New fingerprint test detects cocaine in seconds

A new fingerprint test can detect cocaine in a person’s system in seconds, according to a new study. 

Fingerprint testing would likely eliminate the risk of labs mixing up different test results.

This new method of testing could be modified to test for other controlled substances, like heroin, methadone and prescription opioids.

Fingerprint drug screening could become the new standard for courts, prisons and employers in as little as five years, researchers from University of Surrey say.

These four fingerprints, taken from known cocaine users from a drug rehabilitation clinic, tested positively for the drug, using a newly-discovered method

The study, published in Clinical Chemistry, found that cocaine could be detected by developing the print using a chemical that does not affect the drug signals, or molecular traces, in the fingerprint.

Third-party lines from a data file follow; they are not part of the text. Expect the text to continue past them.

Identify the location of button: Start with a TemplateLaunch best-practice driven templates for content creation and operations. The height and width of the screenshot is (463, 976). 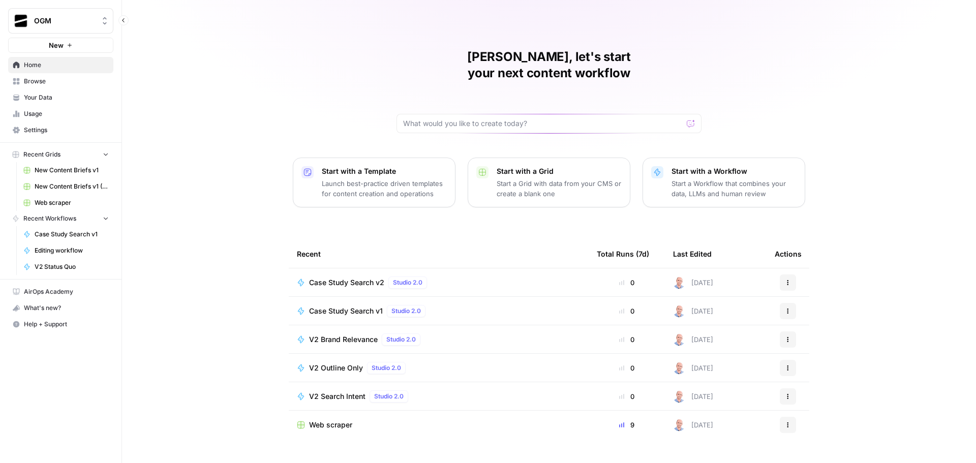
(374, 182).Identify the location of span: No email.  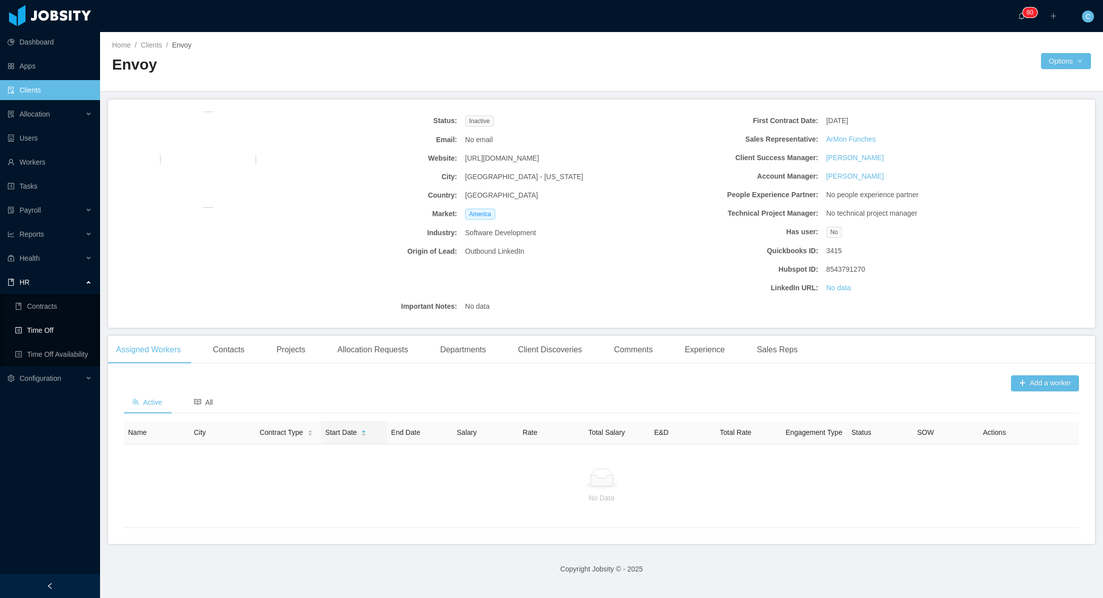
(479, 140).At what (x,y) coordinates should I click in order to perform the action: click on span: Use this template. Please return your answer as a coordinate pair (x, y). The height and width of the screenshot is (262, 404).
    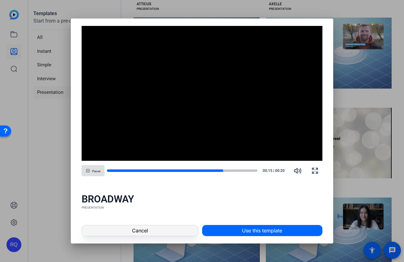
    Looking at the image, I should click on (262, 231).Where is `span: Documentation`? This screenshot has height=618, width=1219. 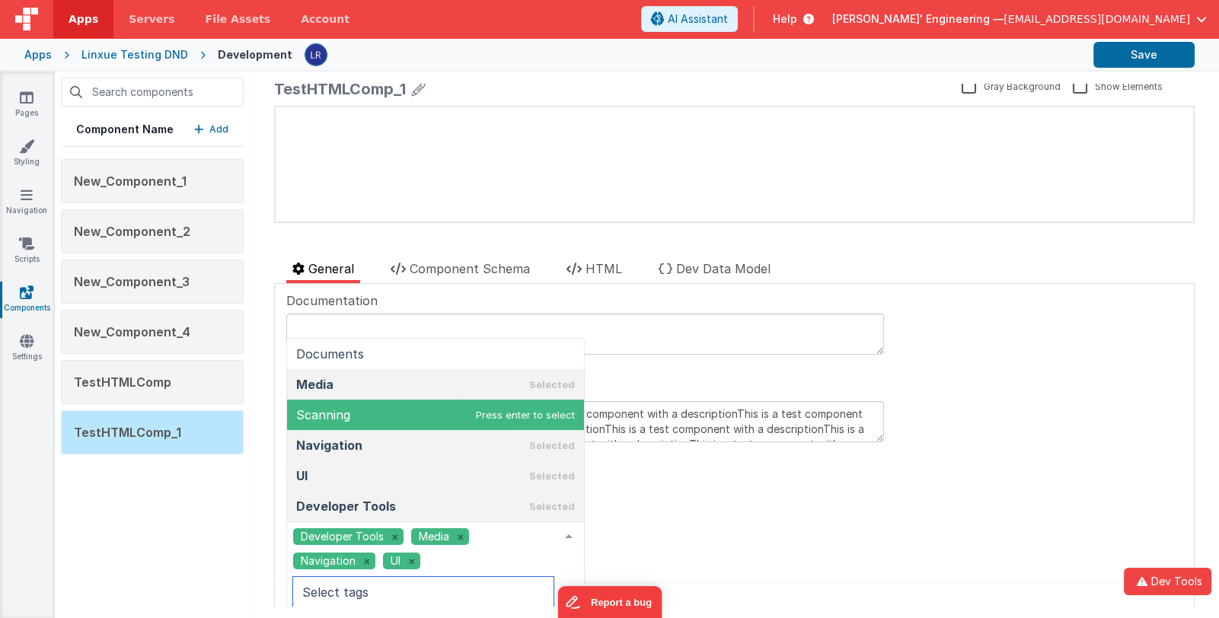 span: Documentation is located at coordinates (332, 301).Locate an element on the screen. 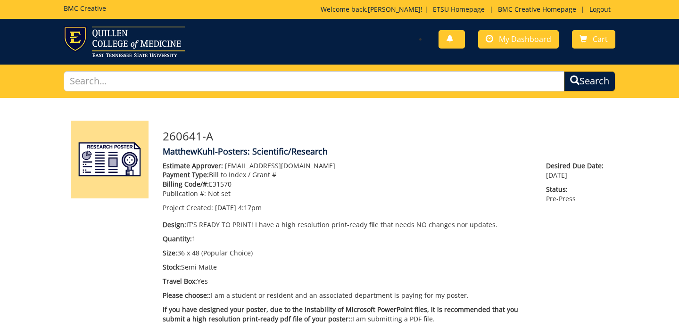 Image resolution: width=679 pixels, height=328 pixels. p: E31570 is located at coordinates (347, 184). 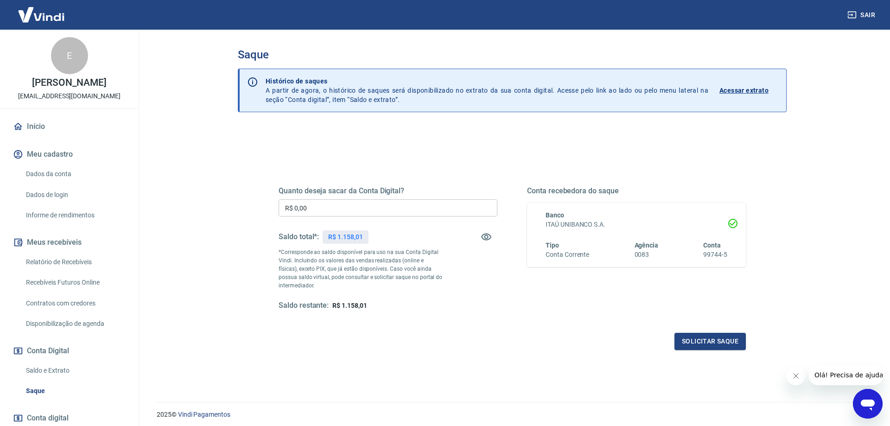 What do you see at coordinates (75, 282) in the screenshot?
I see `a: Recebíveis Futuros Online` at bounding box center [75, 282].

‘When you sweat, you’re actually excreting cocaine and its metabolites through your fingerprints,’ explained one of the lead researchers, Dr Melanie Bailey. 

The University of Surrey researchers tested 16 known cocaine users at a drug rehabilitation facility using the new fingerprint method. They also took saliva samples from the same patients, to compare the two types of tests.

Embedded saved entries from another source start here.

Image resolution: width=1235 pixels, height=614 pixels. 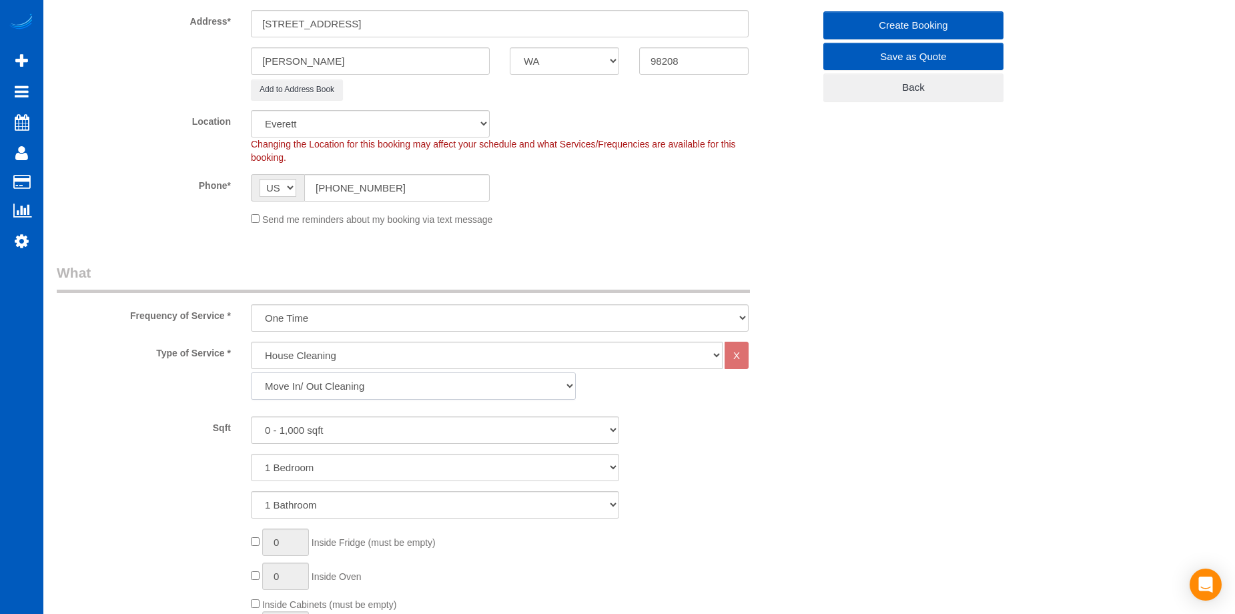 I want to click on input: City*, so click(x=370, y=61). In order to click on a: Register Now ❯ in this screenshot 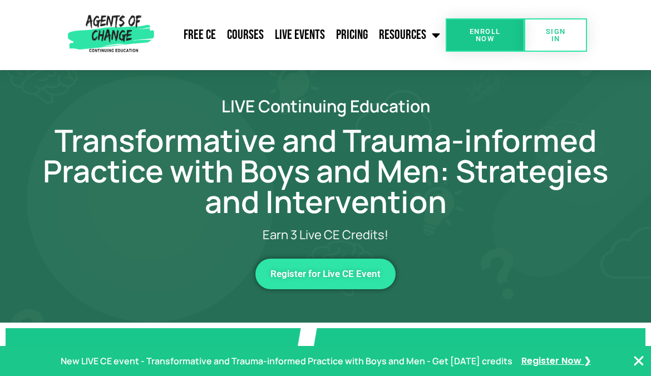, I will do `click(556, 361)`.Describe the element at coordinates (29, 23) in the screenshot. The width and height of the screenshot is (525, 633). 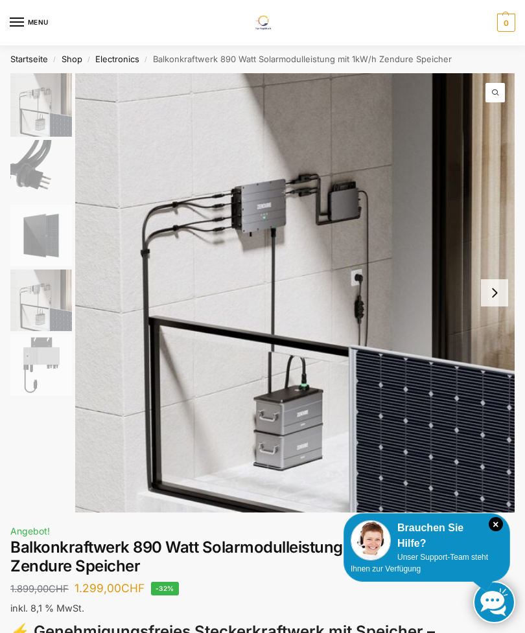
I see `button: Menu` at that location.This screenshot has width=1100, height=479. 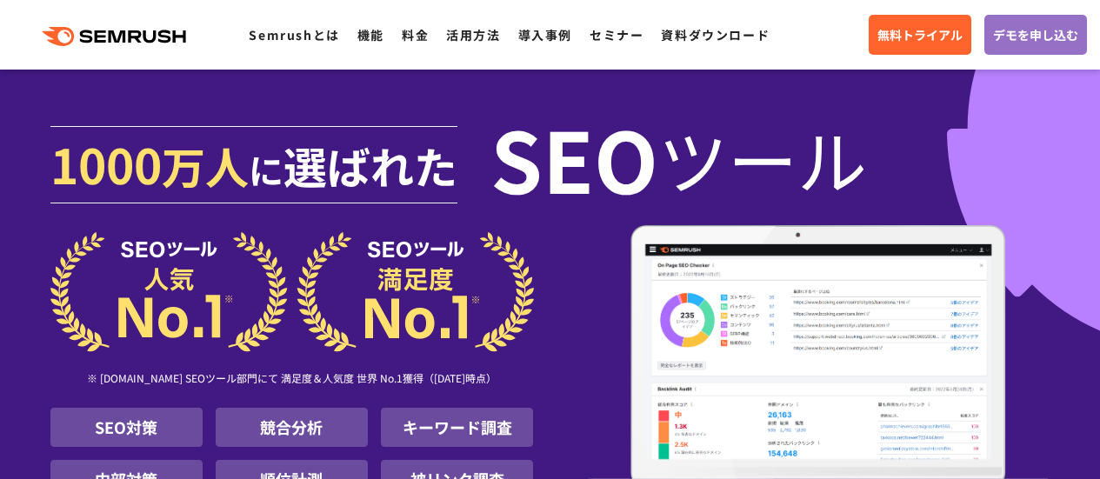 What do you see at coordinates (616, 35) in the screenshot?
I see `a: セミナー` at bounding box center [616, 35].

The subjects were instructed to wash their hands by different methods, to make sure that signs of cocaine couldn’t simply be washed off, before their fingerprints were taken.

Once the prints develop, the piece of paper they are printed on is cut into a triangle, treated with a solvent, and clipped down to prepare them for scanning.

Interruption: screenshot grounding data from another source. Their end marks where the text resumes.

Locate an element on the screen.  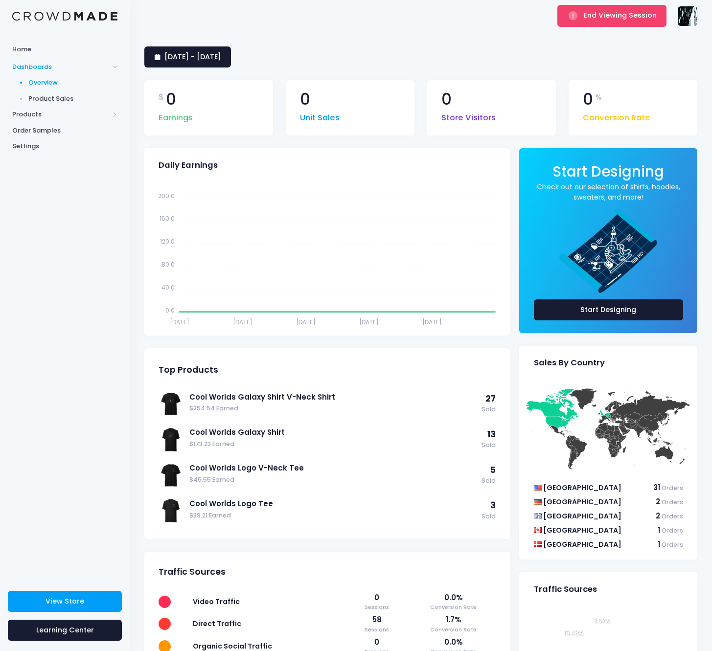
a: Cool Worlds Logo Tee is located at coordinates (333, 504).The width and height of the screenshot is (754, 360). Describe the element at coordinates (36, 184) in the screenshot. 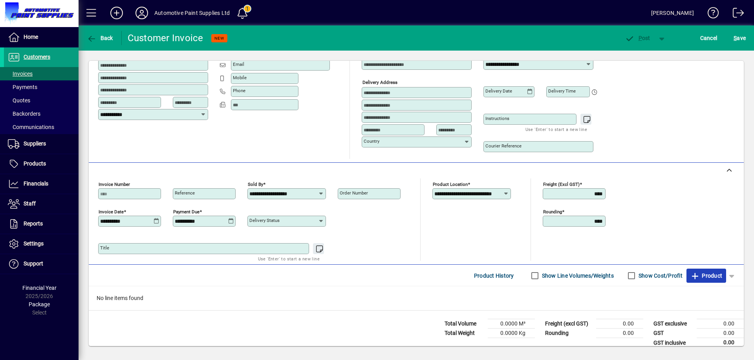

I see `span: Financials` at that location.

The samples are placed in front of an extremely sensitive device called a mass spectrometer. The chemical make up of the finger print ‘sweats up’ into the spectrometer which measures the mass of the molecules found in the print.

Cocaine and other drug compounds have a unique molecular mass, so if the the machine detects that mass, then cocaine is present. 

A fingerprint, on the white triangle of paper (right) is scanned by a mass spectrometer (left). The mass spectrometer detects the presence of cocaine using the substance's molecular mass

A fingerprint, on the white triangle of paper (right) is scanned by a mass spectrometer (left). The mass spectrometer detects the presence of cocaine using the substance’s molecular mass

Mass spectrometers are already the gold-standard of drug testing, but scientists did not previously know how to collect a sample from a fingerprint without disrupting the drug’s signals, and not all mass spectrometers are as sensitive as the high resolution one used by Dr Bailey and her team. 

‘Imagine the weight of a jumbo jet, then take half of a baby off of that jumbo jet. [This spectrometer] could detect that,’ says Dr Bailey. 

The fingerprint test could make drug tests administered by employers, courts, prisons and hospitals much faster. Not all of these places have sensitive enough mass spectrometers for the test yet, but Dr Bailey anticipates they will in the next five years. 

The research has not yet established a ‘cut-off,’ for how much cocaine has to be present in a person’s system for the test to detect it, Dr Bailey says, but it confirmed the presence of cocaine just as well as saliva testing.

In most instances that a drug test is being administered, ‘the important thing is to be able to say yes or no,’ she says. ‘In a hospital setting, it might be useful to know how much drugs they’ve taken.’

But, she says, the test will not detect cocaine in people that haven’t used it, but have perhaps come into contact with traces of the substance, like cashiers that handle many bills that may have been used as drug paraphernalia.

What’s more, ‘a person’s identity is embedded,’ says Dr Bailey. This would all but eliminate the possibility of test results getting mixed up, and make the results nearly impossible to dispute.

The University of Surrey team has also done successful preliminary tests using fingerprints to detect heroin, morphine and prescription medications, including opioids.